Becoming the Cause

I didn’t grow up calling it “philanthropy.”
What I knew was the fish fry in the church parking lot. The folding tables covered in foil pans. The smell of fried catfish and cornbread clinging to my clothes. I knew the feeling of hot plates passed hand to hand—not for profit, but for purpose. I was the little one rolling up napkins and stuffing utensils, then old enough to pass out flyers, then licensed and behind the wheel delivering orders across the neighborhood.
We didn’t have endowments. We had candy sales, tag days, and chicken dinners with all the sides. That was our fundraising strategy. That was our grant cycle. It wasn’t called “mutual aid” back then, but that’s what it was. Giving because you could. Showing up because someone needed you. It was unpolished and sacred, built on trust and tradition, not Zoom rooms, PowerPoints or panelists.
So no, I didn’t grow up dreaming about development departments or executive roles in nonprofits. But I did grow up knowing what it looked like to serve your people.
Years later, when I stumbled into the world of professional fundraising, I didn’t fully understand what I was walking into. It was 2003, and I landed a job at a government agency in their development department. I barely knew what a development department was. But I had administrative skills, I was organized, and I could make things happen. That was enough to get in the door.
That year, there was a major national event planned, except it wasn’t going to be major. The president was running for re-election and wouldn’t be attending. Which meant the funding vanished. The team was gutted. The plans were scaled back. And somehow, I found myself, along with two other interns, raising our hands to save what was left.
We didn’t have a marketing budget. But we had our hustle. We stuffed tens of thousands of flyers. Rolled thousands of posters. Mailed them to schools, libraries, churches, and universities. Leveraged every ounce of goodwill we could find, including public radio and community calendars.
We didn’t stop to think if it would work—we just kept moving.
And then the day came. I stood on the National Mall and saw what we’d built with nothing but grit, creativity, and calloused hands. The kids showed up. The cartoon characters showed up. The dignitaries and community leaders showed up. The people showed up.
I remember thinking: I don’t know what this career is, but I want this. I want my work to matter. I want it to touch people. I want it to reach communities, not just audiences. I want to help.
That was the beginning. Before the nonprofit industrial complex. Before the funders, the panels, the policies, and the politics. Before the mask. Before the exhaustion.
Back when the cause still felt like ours.
But the thing about proximity is that it changes you. Little by little, I stopped being someone who served the cause and started becoming the cause. My lived experience became a marketing asset. My story became a strategic talking point. My presence in the room checked a box and told a funder their money was invested with a “diverse” organization. At first, I welcomed it. I was honored to be seen. I wanted to open doors for others. I wanted to bring more people in. I didn’t realize I was already swallowed.
With every promotion came more distance from the folding tables and foil pans. I spent less time passing out plates and more time writing fundraising proposals and reports. I got better at making the case, but worse at recognizing when the case was being made on my back. I was speaking truth to power, but more and more I was asked to polish that truth into something fundable. Palatable. Measurable.
Still, I stayed. Because what else do you do when you’ve been called to help? I told myself it was evolution. I told myself it was access. I told myself I was helping shape the system from the inside. And maybe, for a time, I was. But I didn’t notice how the system was shaping me too.
I began to speak in proposals. I learned to smile through dismissiveness. I mastered the art of grateful exhaustion. I built decks and deliverables and beautiful reports while my own health frayed behind the scenes. I told funders what they wanted to hear. I told colleagues what they needed to believe. I told myself I was fine.
But every now and then, I’d remember that girl at the fish fry. Rolling napkins. Delivering plates. Laughing in the car while music played on the radio and grease stained the seats. That was a kind of service that didn’t require performance. It didn’t demand metrics. It was just care. Plain and shared.
And that memory, soft but persistent, is what started the unraveling. That’s what whispered: you weren’t meant to burn for this. You were meant to build.
I didn’t leave the cause. I’m just learning to reclaim it.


The task ▸
Return every line of the data below, exactly.

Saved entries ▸
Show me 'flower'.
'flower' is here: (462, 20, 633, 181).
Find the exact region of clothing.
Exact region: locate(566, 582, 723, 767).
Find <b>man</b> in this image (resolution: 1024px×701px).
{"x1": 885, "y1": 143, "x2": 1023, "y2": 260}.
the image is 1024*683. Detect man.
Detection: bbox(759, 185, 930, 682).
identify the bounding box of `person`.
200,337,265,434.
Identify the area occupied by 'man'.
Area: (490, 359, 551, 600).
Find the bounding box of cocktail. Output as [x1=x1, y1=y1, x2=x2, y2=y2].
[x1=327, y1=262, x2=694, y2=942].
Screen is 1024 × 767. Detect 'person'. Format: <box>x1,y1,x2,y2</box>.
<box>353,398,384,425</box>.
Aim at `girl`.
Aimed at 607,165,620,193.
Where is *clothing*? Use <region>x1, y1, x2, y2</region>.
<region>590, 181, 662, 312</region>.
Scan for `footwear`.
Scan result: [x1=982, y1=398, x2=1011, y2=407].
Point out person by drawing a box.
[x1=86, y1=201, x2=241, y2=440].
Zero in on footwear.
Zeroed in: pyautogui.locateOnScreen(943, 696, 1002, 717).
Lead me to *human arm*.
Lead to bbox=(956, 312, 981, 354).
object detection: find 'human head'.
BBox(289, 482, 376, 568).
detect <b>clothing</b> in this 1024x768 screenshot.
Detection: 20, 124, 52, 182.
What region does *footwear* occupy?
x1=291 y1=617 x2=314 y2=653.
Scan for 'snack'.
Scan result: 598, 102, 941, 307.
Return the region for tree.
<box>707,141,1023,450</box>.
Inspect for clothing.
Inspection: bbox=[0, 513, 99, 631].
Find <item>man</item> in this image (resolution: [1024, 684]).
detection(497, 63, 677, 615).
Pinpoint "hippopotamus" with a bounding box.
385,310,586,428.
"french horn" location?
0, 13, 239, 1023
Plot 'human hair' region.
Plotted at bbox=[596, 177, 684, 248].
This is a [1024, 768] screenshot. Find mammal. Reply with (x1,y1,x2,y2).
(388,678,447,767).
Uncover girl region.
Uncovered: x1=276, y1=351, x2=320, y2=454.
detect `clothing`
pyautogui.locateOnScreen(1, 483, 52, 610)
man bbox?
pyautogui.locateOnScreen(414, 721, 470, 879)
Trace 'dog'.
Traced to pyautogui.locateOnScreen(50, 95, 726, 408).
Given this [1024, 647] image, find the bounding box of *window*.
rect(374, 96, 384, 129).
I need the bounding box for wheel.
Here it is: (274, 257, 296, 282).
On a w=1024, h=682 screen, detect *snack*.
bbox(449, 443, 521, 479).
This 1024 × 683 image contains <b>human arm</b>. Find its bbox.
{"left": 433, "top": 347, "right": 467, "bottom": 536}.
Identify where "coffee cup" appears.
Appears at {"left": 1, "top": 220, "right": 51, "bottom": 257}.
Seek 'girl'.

Expected output ▸
Show me 'flower'.
'flower' is here: (462, 20, 633, 181).
Find the exact region of clothing.
Exact region: locate(566, 582, 723, 767).
Find <b>man</b> in this image (resolution: 1024px×701px).
{"x1": 885, "y1": 143, "x2": 1023, "y2": 260}.
the image is 1024*683. Detect man.
Detection: bbox(759, 185, 930, 682).
identify the bounding box of `person`.
200,337,265,434.
Identify the area occupied by 'man'.
Area: (490, 359, 551, 600).
Find the bounding box of cocktail. Output as [x1=x1, y1=y1, x2=x2, y2=y2].
[x1=327, y1=262, x2=694, y2=942].
Screen is 1024 × 767. Detect 'person'. Format: <box>x1,y1,x2,y2</box>.
<box>353,398,384,425</box>.
Aim at `girl`.
Aimed at 607,165,620,193.
Where is *clothing*? Use <region>x1, y1, x2, y2</region>.
<region>590, 181, 662, 312</region>.
Scan for `footwear`.
Scan result: [x1=982, y1=398, x2=1011, y2=407].
Point out person by drawing a box.
[x1=86, y1=201, x2=241, y2=440].
Zero in on footwear.
Zeroed in: pyautogui.locateOnScreen(943, 696, 1002, 717).
Lead me to *human arm*.
Lead to bbox=(956, 312, 981, 354).
object detection: find 'human head'.
BBox(289, 482, 376, 568).
detect <b>clothing</b> in this 1024x768 screenshot.
Detection: 20, 124, 52, 182.
What region does *footwear* occupy?
x1=291 y1=617 x2=314 y2=653.
Scan for 'snack'.
Scan result: 598, 102, 941, 307.
Return the region for tree.
<box>707,141,1023,450</box>.
Inspect for clothing.
Inspection: bbox=[0, 513, 99, 631].
Find <item>man</item> in this image (resolution: [1024, 684]).
detection(497, 63, 677, 615).
Pinpoint "hippopotamus" with a bounding box.
385,310,586,428.
"french horn" location?
0, 13, 239, 1023
Plot 'human hair' region.
Plotted at bbox=[596, 177, 684, 248].
This is a [1024, 768] screenshot. Find mammal. Reply with (x1,y1,x2,y2).
(388,678,447,767).
Uncover girl region.
Uncovered: x1=276, y1=351, x2=320, y2=454.
detect `clothing`
pyautogui.locateOnScreen(1, 483, 52, 610)
man bbox?
pyautogui.locateOnScreen(414, 721, 470, 879)
Trace 'dog'.
Traced to pyautogui.locateOnScreen(50, 95, 726, 408).
Given this [1024, 647] image, find the bounding box of *window*.
rect(374, 96, 384, 129).
I need the bounding box for wheel.
Here it is: (274, 257, 296, 282).
On a w=1024, h=682 screen, detect *snack*.
bbox(449, 443, 521, 479).
This 1024 × 683 image contains <b>human arm</b>. Find its bbox.
{"left": 433, "top": 347, "right": 467, "bottom": 536}.
Identify where "coffee cup" appears.
Appears at {"left": 1, "top": 220, "right": 51, "bottom": 257}.
Seek 'girl'.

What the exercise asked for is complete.